Frequently asked questions
- Why does email show as direct even though the ESP logged clicks?
- The click-tracking redirect likely landed on a URL without UTM parameters. Add UTM to the destination URL and confirm the ESP preserves it through the redirect.
Related pages
- Newsletter campaign tracking with UTM
Email clients usually send no web referrer, so newsletter clicks need UTM tags to be attributed at all. This page gives a recommended utm_medium=email structure with per-send utm_campaign naming, and the hard privacy rule that subscriber identifiers must never appear in a UTM.

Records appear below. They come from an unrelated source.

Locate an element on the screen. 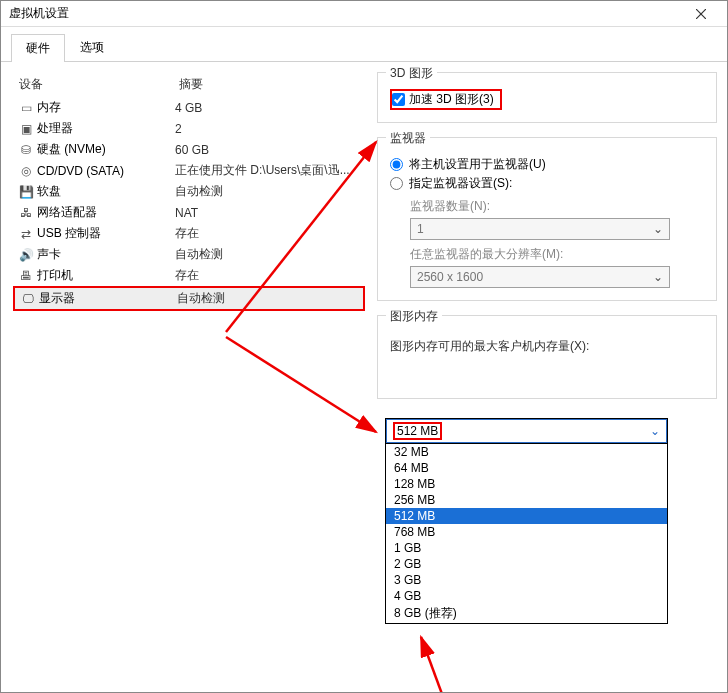 The image size is (728, 693). tabs: 硬件 选项 is located at coordinates (364, 44).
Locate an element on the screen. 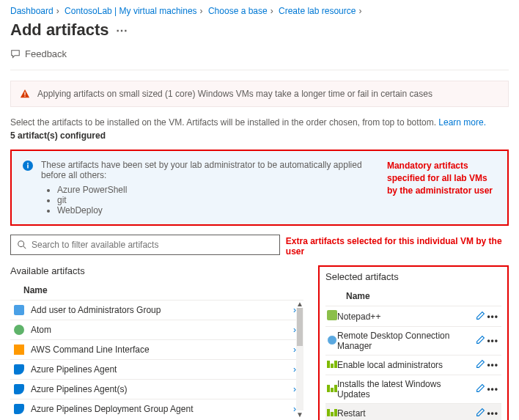 This screenshot has width=519, height=420. artifact-label: Installs the latest Windows Updates is located at coordinates (406, 389).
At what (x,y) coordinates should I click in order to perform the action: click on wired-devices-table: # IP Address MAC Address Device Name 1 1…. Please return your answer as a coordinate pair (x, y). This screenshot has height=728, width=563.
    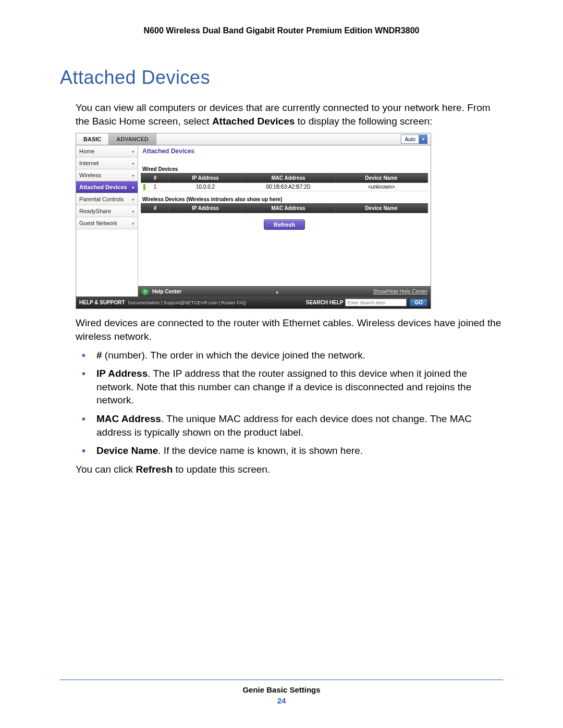
    Looking at the image, I should click on (285, 182).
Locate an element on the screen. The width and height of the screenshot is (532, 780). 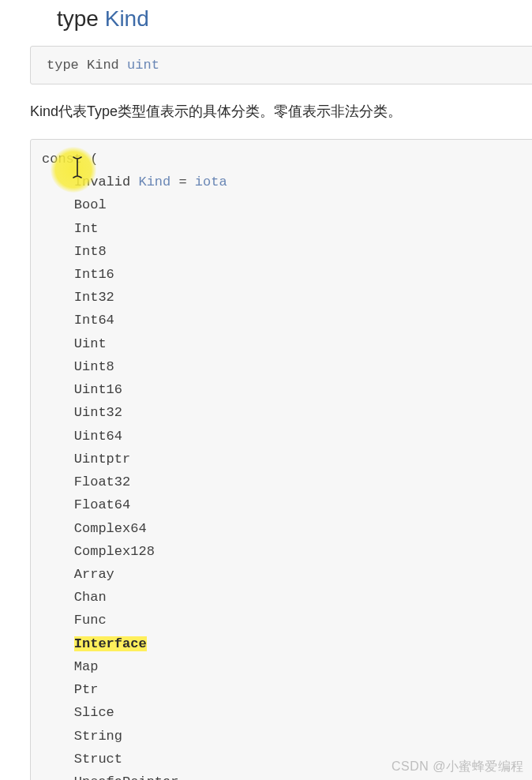
const-int32: Int32 is located at coordinates (95, 297).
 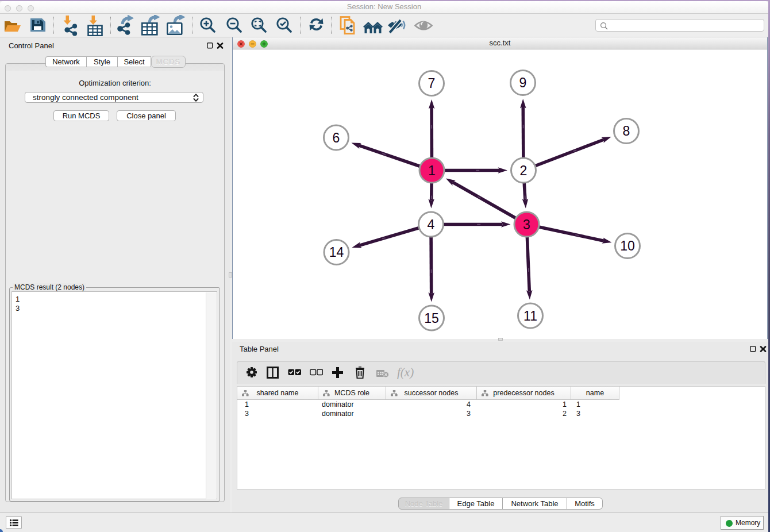 I want to click on svg-text: 4, so click(x=431, y=225).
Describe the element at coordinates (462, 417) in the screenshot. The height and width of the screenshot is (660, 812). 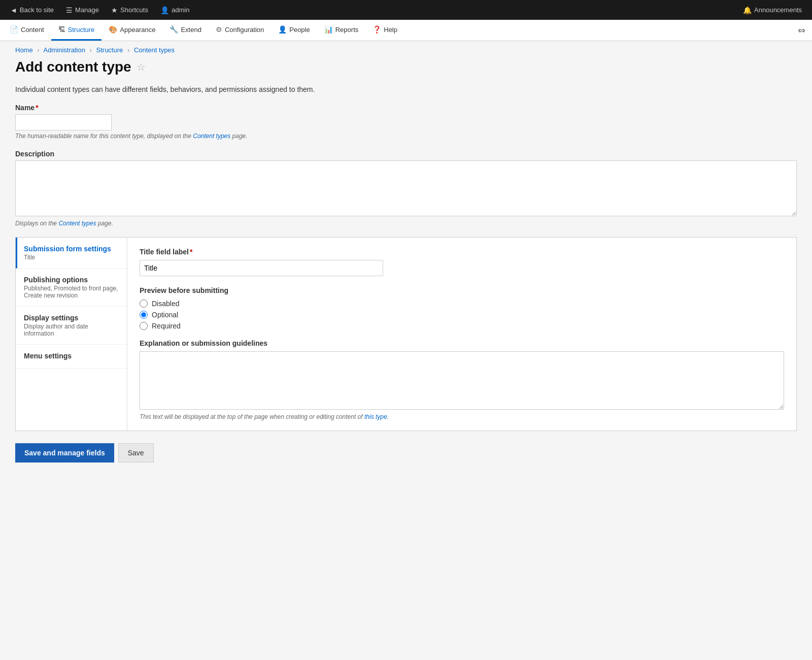
I see `explanation-hint: This text will be displayed at the top o…` at that location.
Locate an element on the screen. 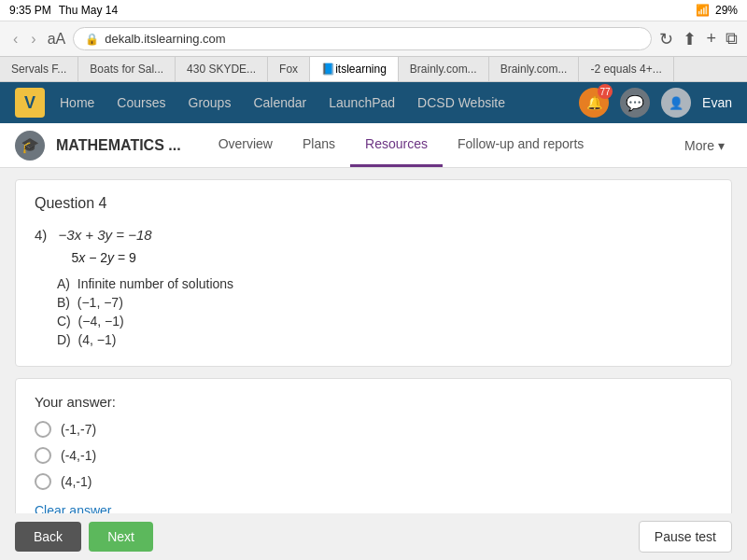 This screenshot has height=560, width=747. choices: A) Infinite number of solutions B) (−1, … is located at coordinates (374, 312).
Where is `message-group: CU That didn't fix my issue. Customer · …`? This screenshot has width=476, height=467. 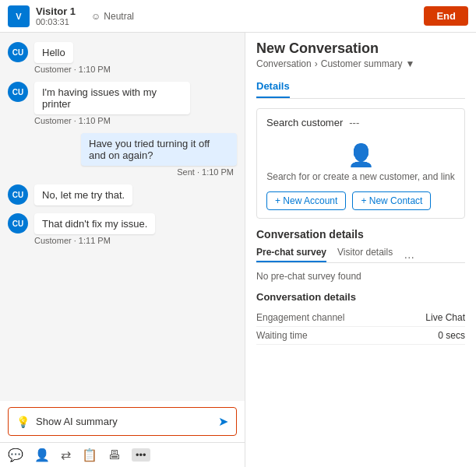 message-group: CU That didn't fix my issue. Customer · … is located at coordinates (122, 229).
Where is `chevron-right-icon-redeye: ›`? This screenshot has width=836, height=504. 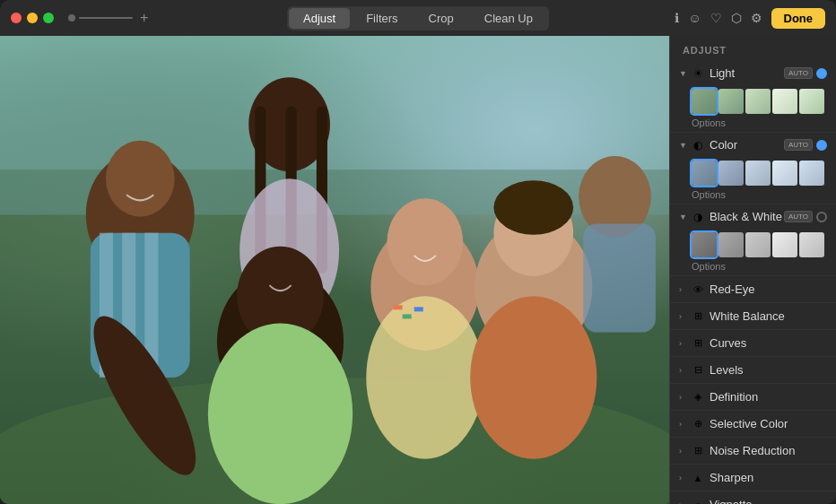 chevron-right-icon-redeye: › is located at coordinates (684, 290).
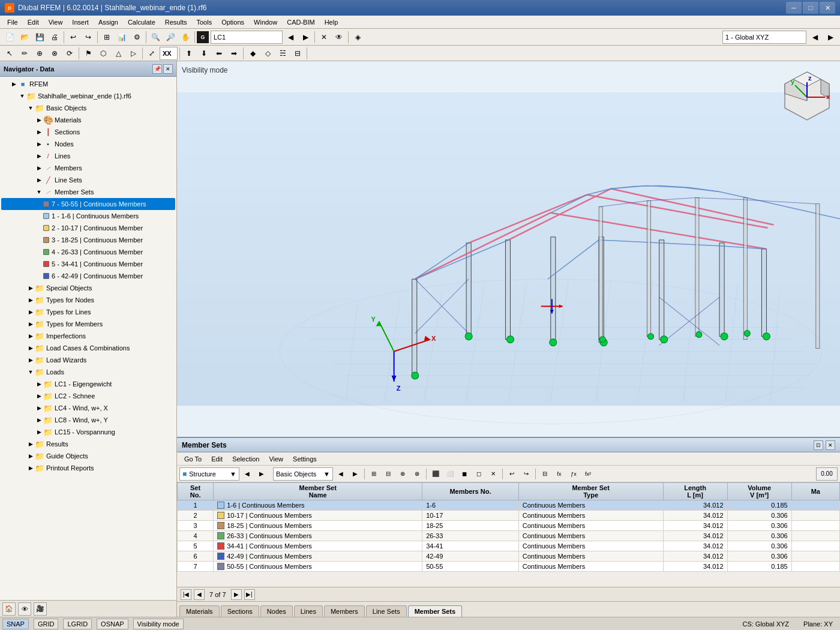  What do you see at coordinates (246, 459) in the screenshot?
I see `panel-menu-selection: Selection` at bounding box center [246, 459].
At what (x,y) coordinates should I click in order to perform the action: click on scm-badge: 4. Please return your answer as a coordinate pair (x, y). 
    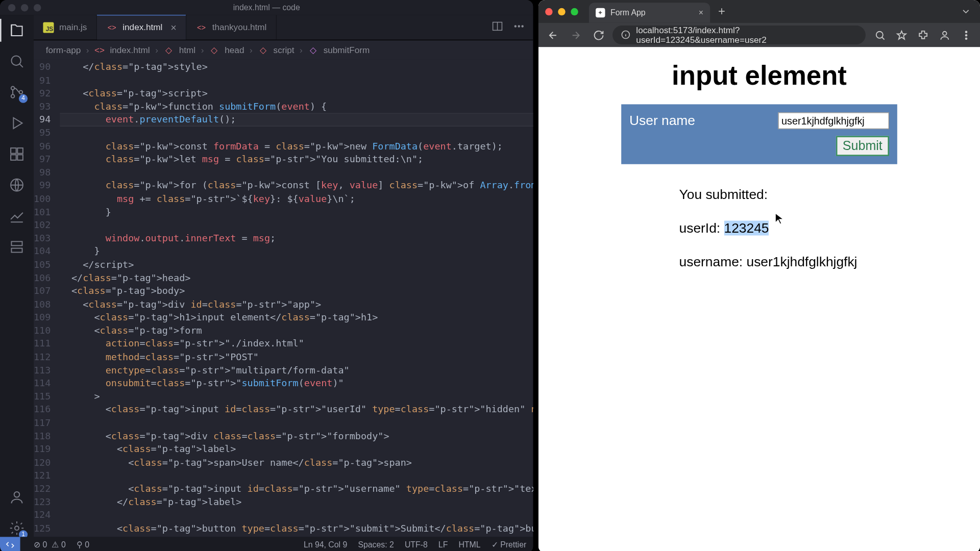
    Looking at the image, I should click on (23, 99).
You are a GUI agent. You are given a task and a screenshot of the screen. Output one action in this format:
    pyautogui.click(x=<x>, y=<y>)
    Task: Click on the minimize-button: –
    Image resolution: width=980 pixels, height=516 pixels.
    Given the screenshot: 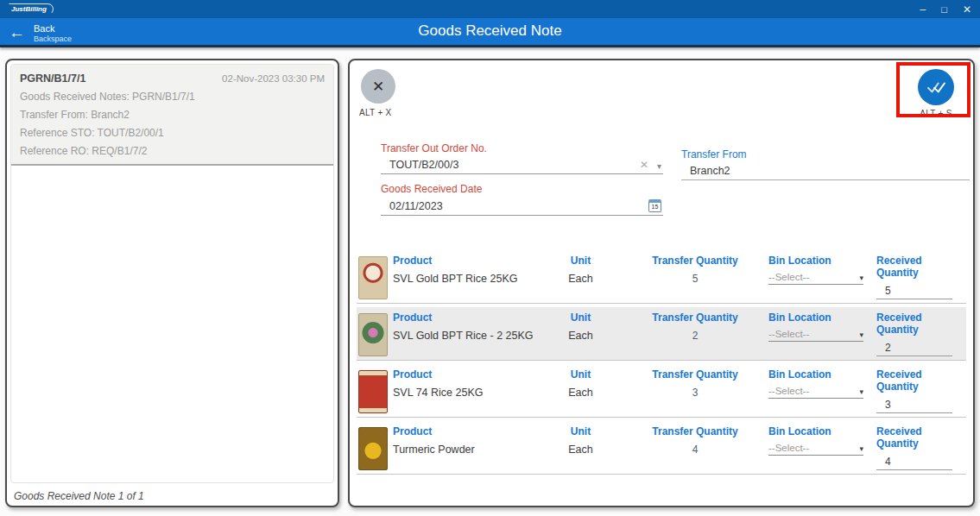 What is the action you would take?
    pyautogui.click(x=924, y=9)
    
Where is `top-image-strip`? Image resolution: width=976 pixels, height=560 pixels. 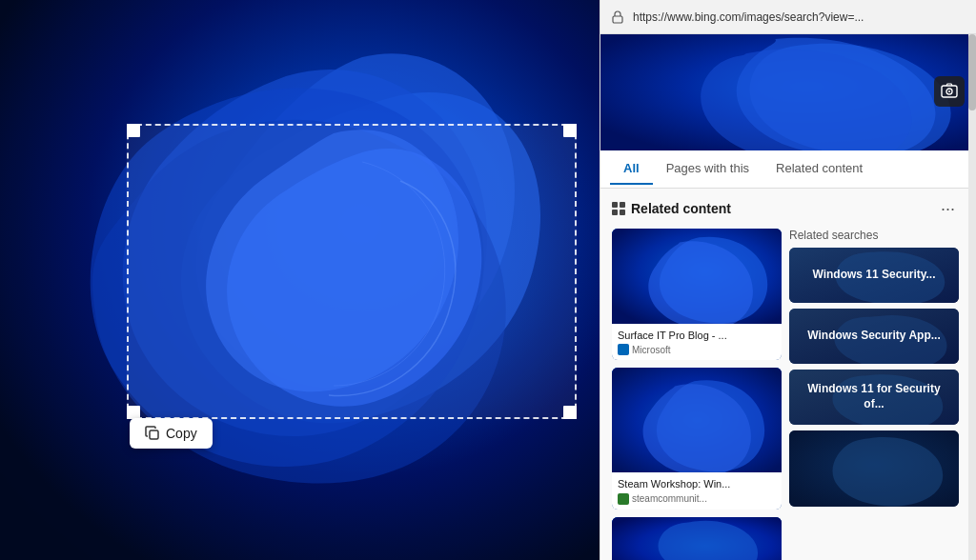
top-image-strip is located at coordinates (788, 91).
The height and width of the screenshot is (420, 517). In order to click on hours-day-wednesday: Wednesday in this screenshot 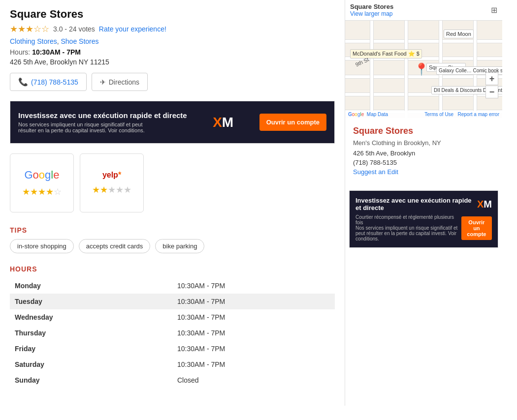, I will do `click(91, 317)`.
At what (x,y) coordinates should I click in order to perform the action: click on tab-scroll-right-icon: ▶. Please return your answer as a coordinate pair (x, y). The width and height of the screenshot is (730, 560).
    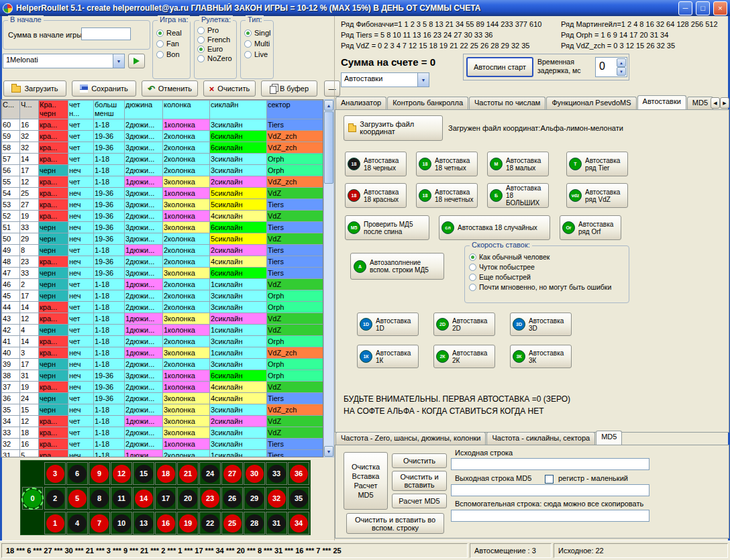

- UTM parameters in redirects
Redirects are where UTM attribution quietly dies. A 301/302 or a link shortener that does not forward the query string strips your tags before the visitor reaches the landing page. This page explains how to preserve UTM parameters through redirects, shorteners, and vanity URLs.
- Marketing vs transactional email UTM
Not every email is a campaign. Marketing sends belong in your UTM-tagged campaign reporting; transactional emails like receipts, password resets, and notifications do not. This page draws the line so functional clicks never inflate your marketing numbers.
- Campaign links
Build durable tagged links that survive redirects.
Sources and verification notes
- Google Analytics Help — Custom campaigns (UTM)Standard UTM parameters that must persist on the email destination URL.
Last reviewed 2026-06-24. Facts are checked against primary/official sources where available; uncertain specifics are marked “Data not yet verified” rather than guessed.